Posted on • Originally published at rachsmith.com on

Learning in public isn't so easy when you're buried by layers of engineering

I've come to appreciate that unless you're a full-time content creator who can devote hours to polishing, the only way to publish regularly is by embracing the approach of "working with the garage door up" or "learning in public". Show Your Work! as Austin Kleon says.

TIL-style posts about what you've been working on are a great type of content for your developer blog. And if your work is straightforward enough, the writing is straightforward enough too. A CSS developer could share how they use a new language feature. A UI developer could share their opinions on a React component pattern.
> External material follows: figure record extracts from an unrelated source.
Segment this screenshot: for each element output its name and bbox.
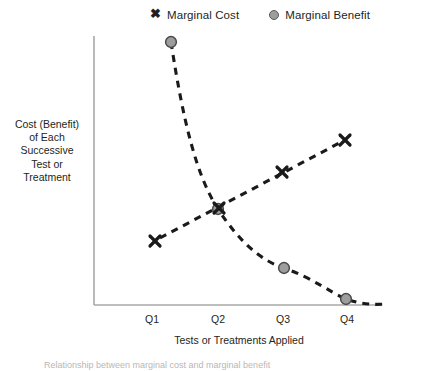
x-tick-label-q1: Q1 [132, 313, 172, 325]
x-tick-label-q4: Q4 [327, 313, 367, 325]
series-line-marginal-benefit [171, 42, 385, 304]
y-axis-label-line-5: Treatment [4, 171, 90, 184]
y-axis-label: Cost (Benefit) of Each Successive Test o… [4, 118, 90, 184]
chart-figure: ✖ Marginal Cost Marginal Benefit [0, 0, 427, 371]
y-axis-label-line-1: Cost (Benefit) [4, 118, 90, 131]
x-tick-label-q2: Q2 [198, 313, 238, 325]
data-point-cost-q4 [340, 135, 350, 145]
y-axis-label-line-4: Test or [4, 158, 90, 171]
y-axis-label-line-2: of Each [4, 131, 90, 144]
data-point-cost-q3 [277, 167, 287, 177]
data-point-cost-q1 [150, 236, 160, 246]
y-axis-label-line-3: Successive [4, 144, 90, 157]
data-point-benefit-q1 [166, 37, 177, 48]
x-axis-label: Tests or Treatments Applied [94, 334, 384, 346]
data-point-benefit-q3 [279, 263, 290, 274]
data-point-benefit-q4 [341, 294, 352, 305]
clipped-caption: Relationship between marginal cost and m… [44, 360, 384, 371]
series-line-marginal-cost [160, 140, 345, 238]
x-tick-label-q3: Q3 [263, 313, 303, 325]
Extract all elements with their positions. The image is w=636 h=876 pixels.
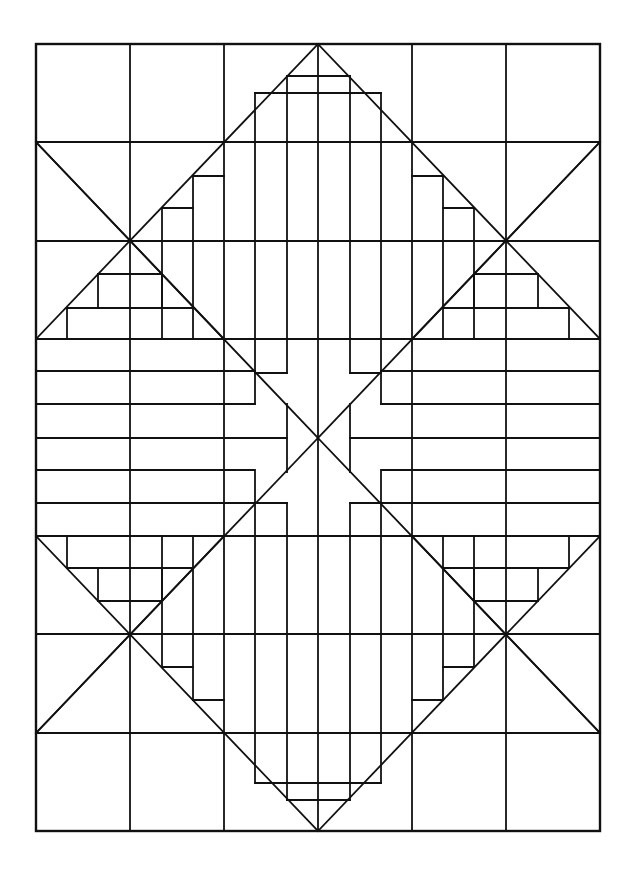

But as the scope and complexity of your role grows, the harder it is to write something about your day. At least this is how I've experienced it.

Take one of my work days recently. I was struggling with something and thought writing a note about it might help. The problem was that the "something" was generating TypeScript types from GraphQL files using GraphQL Code Generator in a Next.js project using a custom webpack config, that lives in a monorepo powered by Lerna. There were ...seven tools or technologies in that sentence. My potential note is niched down so hard, it feels like there is maybe one other person in the world who can relate. His name is Geoff and chances are he's not reading this site1.

A way to rise to this challenge is to work on the skill of abstracting something more generic/simple from your complex work situation. A "minimal, reproducible example" via blog post if you will. Chris Coyier is good at this, turning what is layered work at CodePen into simpler hypothetical scenarios.

Say you have some JSON data like this....

Or, you could turn complaining about this challenge into post content instead, as I have here.


  1. Geoff, if you're reading, we should talk.